Cyber incidents tops the Allianz Risk Barometer for businesses, followed by business interruption
Cyber perils are the biggest concern for companies in Africa and Middle East in 2022, according to the latest annual Allianz Risk Barometer from Allianz Global Corporate & Specialty (AGCS). The threat of ransomware attacks, data breaches or major IT outages worries companies even more than business and supply chain disruption, natural disasters or the Covid-19 pandemic, all of which have heavily affected firms in the past year. The annual survey incorporates the views of 2,650 experts in 89 countries and territories, including CEOs, risk managers, brokers and insurance experts.
For only the second time in the global survey’s history, cyber incidents tops the Allianz Risk Barometer (44 percent of responses), business interruption drops to a close second (42 percent) and natural catastrophes ranks third (25 percent), up from sixth in 2021. Climate change climbs to its highest-ever ranking of sixth (17 percent, up from ninth), while pandemic outbreak drops to fourth (22 percent).
Cyber incidents ranks as a top three peril in most countries and regions surveyed including Africa and Middle East. The main driver is the recent surge in ransomware attacks, which are confirmed as the top cyber threat for the year ahead by survey respondents (57 percent). Recent attacks have shown worrying trends such as ‘double extortion’ tactics combining the encryption of systems with data breaches; exploiting software vulnerabilities which potentially affect thousands of companies. Cyber security also ranks as companies’ major environmental, social and governance (ESG) concern with respondents acknowledging the need to build resilience and plan for future outages or face the growing consequences from regulators, investors and other stakeholders.
Business interruption ranks as the second most concerning risk globally. In a year marked by widespread disruption, the extent of vulnerabilities in modern supply chains and production networks is more obvious than ever. In the past year post-lockdown surges in demand have combined with disruption to production and logistics, as Covid-19 outbreaks in Asia closed factories and caused record congestion levels in container shipping ports. Pandemic-related delays compounded other supply chain issues, such as the Suez Canal blockage or the global shortage of semiconductors after plant closures in Taiwan, Japan and Texas from weather events and fires. Awareness of business interruption risks is becoming an important strategic issue across entire companies.

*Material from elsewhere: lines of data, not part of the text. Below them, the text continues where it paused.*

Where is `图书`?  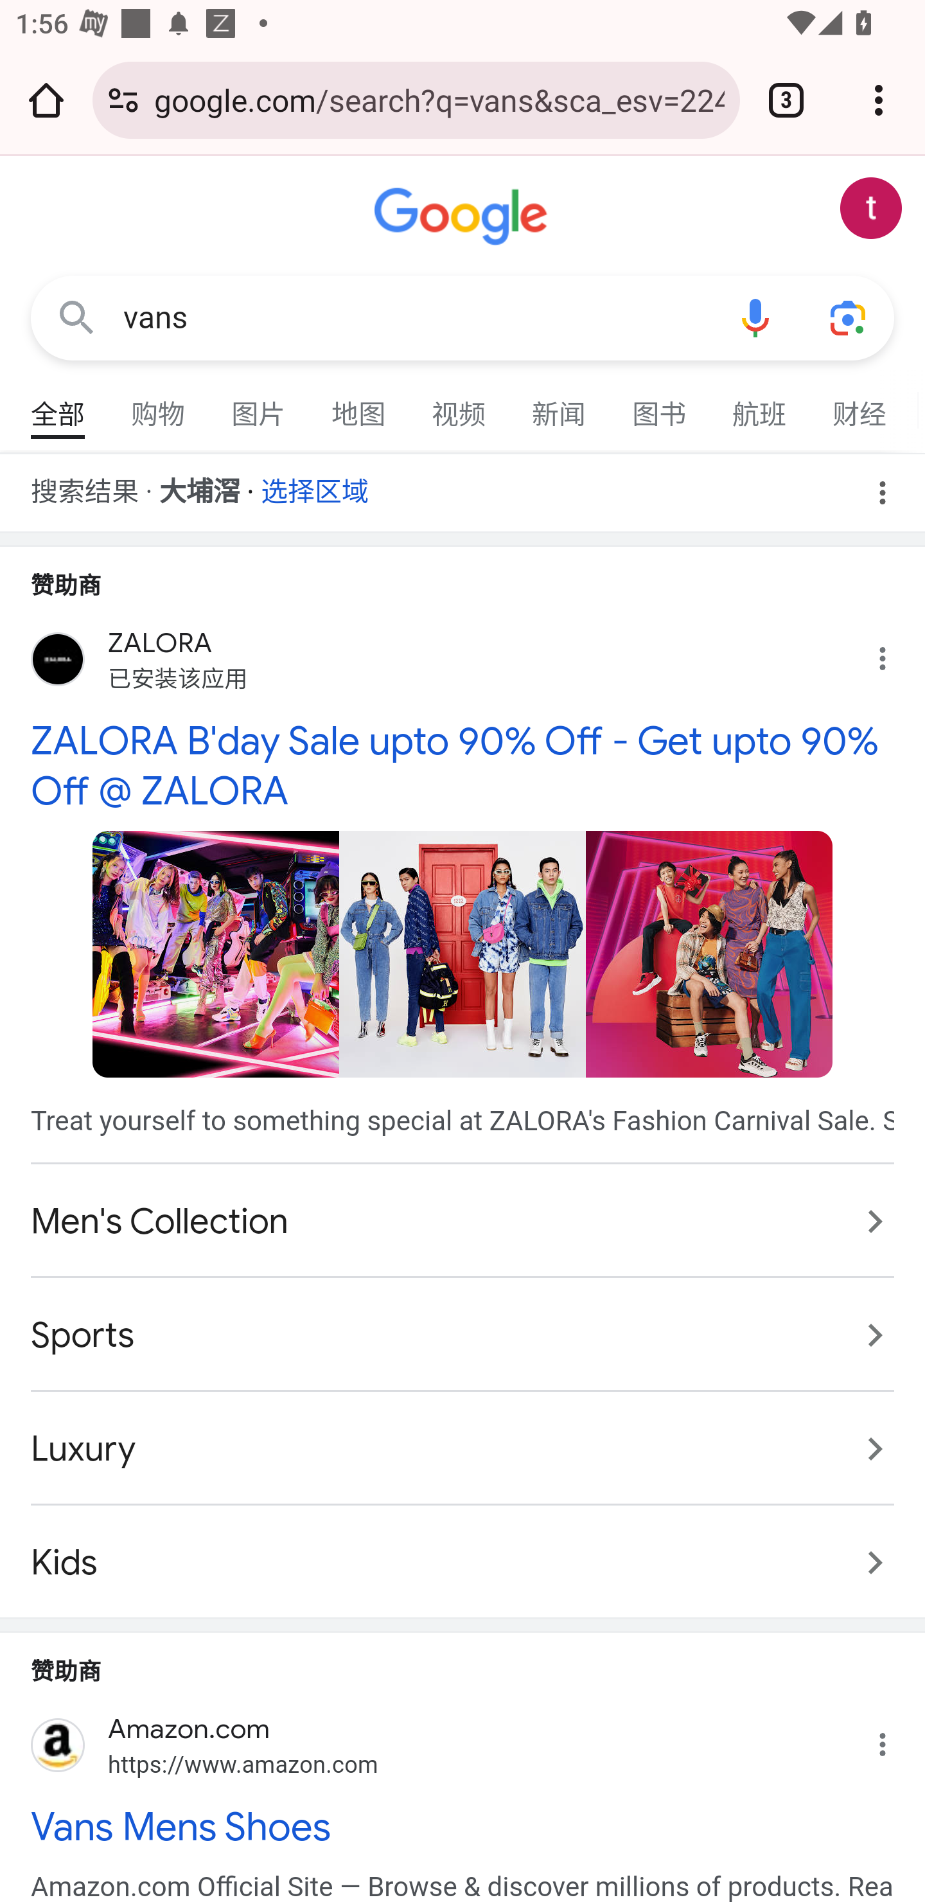 图书 is located at coordinates (660, 405).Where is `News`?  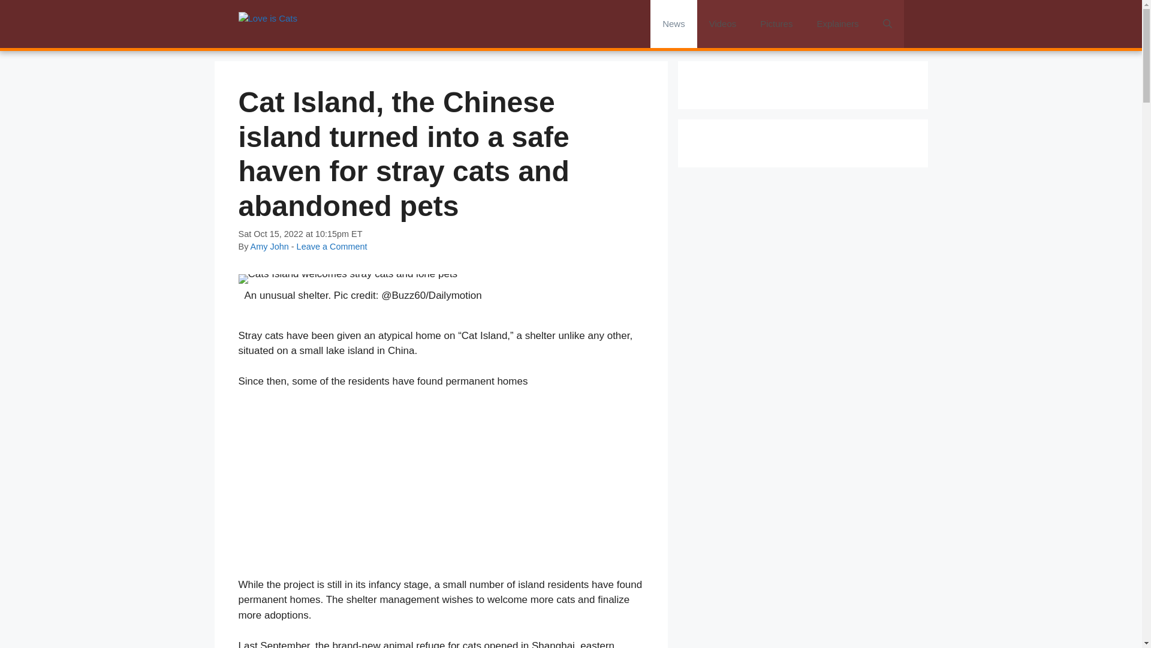
News is located at coordinates (674, 24).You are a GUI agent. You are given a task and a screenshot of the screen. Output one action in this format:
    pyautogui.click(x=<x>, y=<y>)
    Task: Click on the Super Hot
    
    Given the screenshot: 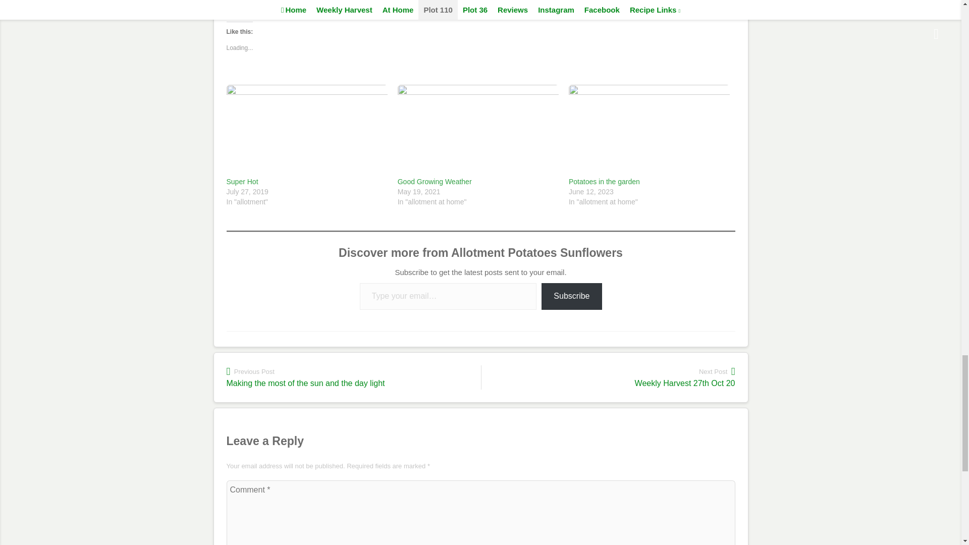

Pandemic outbreak remains a major concern for companies but drops from first to third position in Africa and Middle East and from second to fourth globally (although the survey predated the emergence of the Omicron variant). While the Covid-19 crisis continues to overshadow the economic outlook in many industries, encouragingly, the majority of respondents (80 percent) think they are adequately or well-prepared for a future incident. Improving business continuity management is the main action companies are taking to make them more resilient.

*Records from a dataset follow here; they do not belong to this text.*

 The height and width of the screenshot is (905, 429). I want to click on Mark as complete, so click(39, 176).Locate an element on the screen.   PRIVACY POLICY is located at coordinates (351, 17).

The rise of natural catastrophes and climate change to third and sixth position globally respectively is telling, with both upwards trends closely related. Allianz Risk Barometer respondents are most concerned about climate-change related weather events causing damage to corporate property (57 percent), followed by business interruption and supply chain impact (41 percent). However, they are also worried about managing the transition of their businesses to a low-carbon economy (36 percent), fulfilling complex regulation and reporting requirements and avoiding potential litigation risks for not adequately taking action to address climate change (34 percent).

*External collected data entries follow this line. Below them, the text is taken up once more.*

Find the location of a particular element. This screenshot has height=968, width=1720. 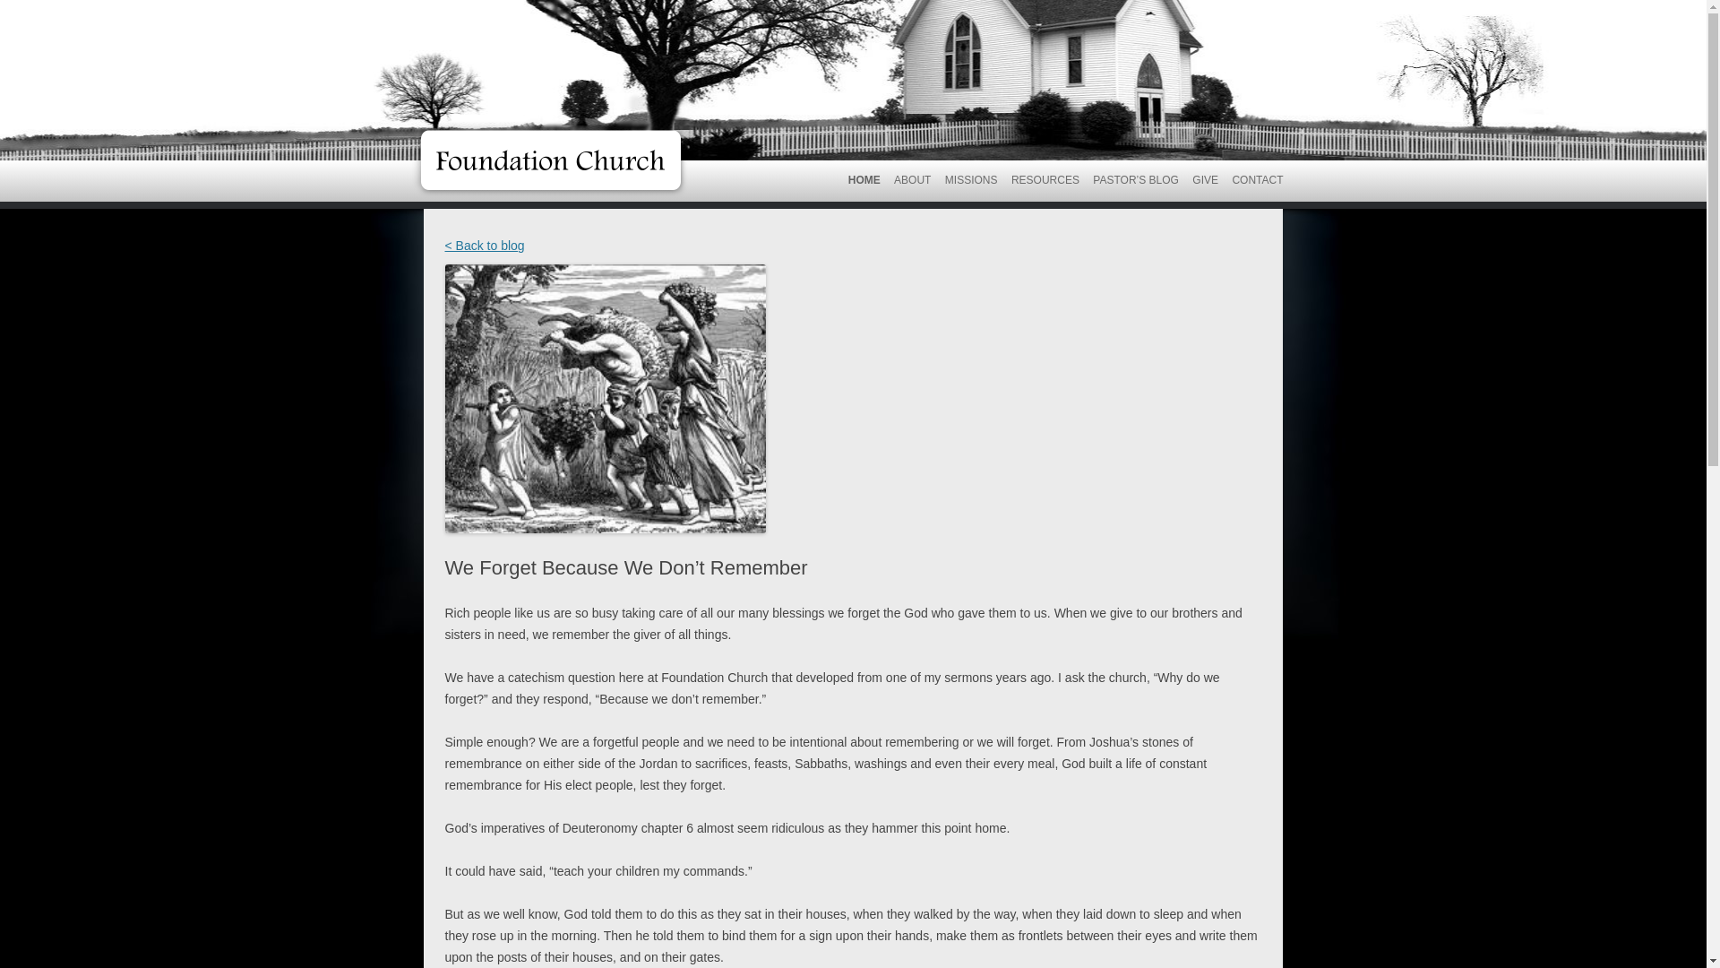

GIVE is located at coordinates (1204, 179).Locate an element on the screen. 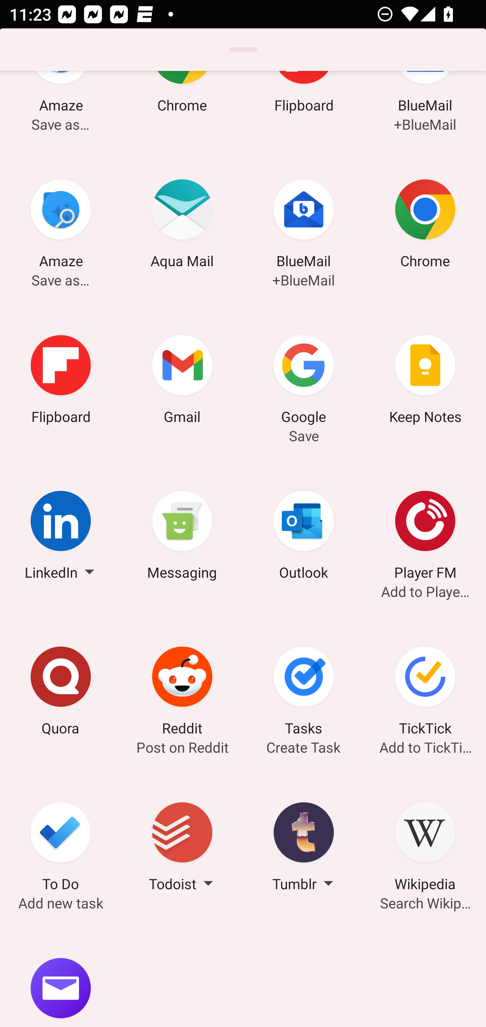 The height and width of the screenshot is (1027, 486). Wikipedia Search Wikipedia is located at coordinates (426, 849).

Other risers and fallers in this year’s Allianz Risk Barometer:
Shortage of skilled workforce (13 percent) is a new entry in the top 10 risks at number nine. Attracting and retaining workers has rarely been more challenging. Respondents rank this as a top five risk in the engineering, construction, real estate, public service and healthcare sectors, and as the top risk for transportation.
Changes in legislation and regulation remains fifth (19 percent) globally but moves up three places to fifth in Africa and Middle East. Prominent regulatory initiatives on companies’ radars in 2022 include anti-competitive practices targeting big tech, as well as sustainability initiatives with the EU taxonomy scheme.
Fire and explosion (17 percent) is a perennial risk for companies, ranking seventh as in last year’s survey.
Market developments (15 percent) falls from fourth to eighth year-on-year globally but moves up two places to seventh in Africa and Middle East.
Macroeconomic developments (11 percent) falls from eighth to 10th and from fourth to seventh in Africa and Middle East.